Physics Asked on July 25, 2021
In a standard physics course we usually learn that quantization of a system is ambiguous if momentum and position happen to be multiplied in the classical Hamiltonian (i.e. the classical Hamiltonian contains a term like $xp$). This ambiguity of quantization seemed more like of an academic interest to me, until I tried to quantize this simple classical system.
Suppose we want to model the oscillations of an electron bubble in a system of solvated electrons. If an alkali metal atom, for instance sodium, is thrown into liquid ammonia (NH$^3$), the ammonia dissolves the metal atom it into Na$^+$ ion and $e^-$ ion (see a video of dissolution here). The $e^-$ ion is formed by ammonia turning with more positively charged hydrogen towards electron, forming a cavity of the radius $Rapprox 0.32$ nm around the electron. The electron occupies the lowest energy level inside the cavity. I would like to model radial quantum oscillation of the bubble within adiabatic approximation, where the energy of the electron is added to the effective potential energy of the bubble (the static bubble model was developed by Cohen and Thompson in 1968; for a free access review paper see here).

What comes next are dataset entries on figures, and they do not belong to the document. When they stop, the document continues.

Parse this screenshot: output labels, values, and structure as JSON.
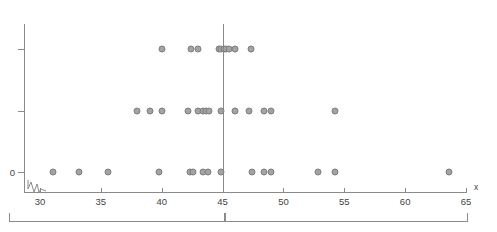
{
  "chart": {
    "type": "dotplot",
    "x_axis_name": "x",
    "y_axis_name": "",
    "y_tick_labels": [
      "0",
      "",
      ""
    ],
    "x_tick_labels": [
      "30",
      "35",
      "40",
      "45",
      "50",
      "55",
      "60",
      "65"
    ],
    "dot_color": "#a3a3a3",
    "dot_border_color": "#7d7d7d",
    "axis_color": "#8a8a8a",
    "median_marker_value": "45",
    "bracket_left_label": "",
    "bracket_right_label": ""
  },
  "chart_data": {
    "type": "scatter",
    "title": "",
    "subtitle": "",
    "xlabel": "x",
    "ylabel": "",
    "xlim": [
      29,
      65
    ],
    "ylim": [
      0,
      2
    ],
    "grid": false,
    "legend": "none",
    "axis_break_at_left": true,
    "x_ticks": [
      30,
      35,
      40,
      45,
      50,
      55,
      60,
      65
    ],
    "y_ticks": [
      0,
      1,
      2
    ],
    "y_tick_labels": [
      "0",
      "",
      ""
    ],
    "annotations": [
      {
        "type": "vline",
        "x": 45,
        "label": "45"
      },
      {
        "type": "bracket",
        "x_start": 29,
        "x_end": 45,
        "label": ""
      },
      {
        "type": "bracket",
        "x_start": 45,
        "x_end": 65,
        "label": ""
      }
    ],
    "series": [
      {
        "name": "row-0",
        "y": 0,
        "values": [
          31.1,
          33.2,
          35.6,
          39.8,
          42.3,
          42.6,
          43.4,
          43.8,
          44.9,
          47.4,
          48.4,
          49.0,
          52.8,
          54.2,
          63.6
        ]
      },
      {
        "name": "row-1",
        "y": 1,
        "values": [
          38.0,
          39.0,
          40.0,
          42.2,
          43.0,
          43.4,
          43.6,
          43.9,
          44.9,
          46.0,
          47.2,
          48.4,
          49.0,
          54.2
        ]
      },
      {
        "name": "row-2",
        "y": 2,
        "values": [
          40.0,
          42.4,
          43.0,
          44.7,
          44.9,
          45.1,
          45.3,
          45.5,
          46.0,
          47.3
        ]
      }
    ]
  }
}
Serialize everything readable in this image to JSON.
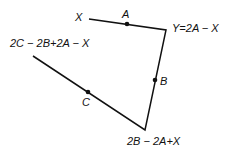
{
  "diagram": {
    "labels": {
      "x": "X",
      "a": "A",
      "y": "Y=2A − X",
      "top_left": "2C − 2B+2A − X",
      "b": "B",
      "c": "C",
      "bottom": "2B − 2A+X"
    },
    "colors": {
      "line": "#111111",
      "background": "#ffffff"
    }
  }
}
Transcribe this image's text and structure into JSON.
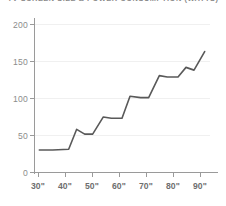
{
  "chart_data": {
    "type": "line",
    "title": "TV SCREEN SIZE & POWER CONSUMPTION (WATTS)",
    "xlabel": "",
    "ylabel": "",
    "xlim": [
      28,
      94
    ],
    "ylim": [
      0,
      215
    ],
    "grid": true,
    "legend": null,
    "y_ticks": [
      0,
      50,
      100,
      150,
      200
    ],
    "y_tick_labels": [
      "0",
      "50",
      "100",
      "150",
      "200"
    ],
    "x_ticks": [
      30,
      40,
      50,
      60,
      70,
      80,
      90
    ],
    "x_tick_labels": [
      "30\"",
      "40\"",
      "50\"",
      "60\"",
      "70\"",
      "80\"",
      "90\""
    ],
    "series": [
      {
        "name": "Power Consumption",
        "color": "#595959",
        "x": [
          30,
          35,
          41,
          44,
          47,
          50,
          54,
          57,
          61,
          64,
          68,
          71,
          75,
          78,
          82,
          85,
          88,
          92
        ],
        "values": [
          32,
          32,
          33,
          62,
          55,
          55,
          80,
          78,
          78,
          110,
          108,
          108,
          140,
          138,
          138,
          152,
          148,
          175
        ]
      }
    ]
  },
  "axes": {
    "y_label_color": "#8c8c8c",
    "x_label_color": "#6e6e6e",
    "axis_color": "#9a9a9a",
    "grid_color": "#f0f0f0"
  }
}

From a classical picture, everything is more or less clear. The potential energy of the bubble is assumed to consist of the polarization energy, electron energy and energy of surface tension, and it is a function of the radius of the bubble. The kinetic energy of the bubble is assumed to consist only of the kinetic energy of the liquid around the bubble. The liquid is assumed to be continuous and incompressible, and the bubble is assumed perfectly spherical. Classical Lagrangian looks like this:
$$
L(R,dot{R})=K-Pi=4pi rho Rfrac{dot{R}^2}{2}-Pi(R).tag{1}
$$
The corresponding classical Hamiltonian looks like this:
$$
H=frac{1}{4pirho R}frac{p^2}{2}+Pi(R).tag{2}
$$
Now, I know I cannot quantize the system naively by substituting $prightarrow hat{p}$ and $Rrightarrow hat{R}$ into the Hamiltonian, because the kinetic energy contains the product $R$ and $p$, which do not commute. Is there any good way of quantizing such system? What do people usually do, if they find that kinetic energy of the classical Hamiltonian depends on the position?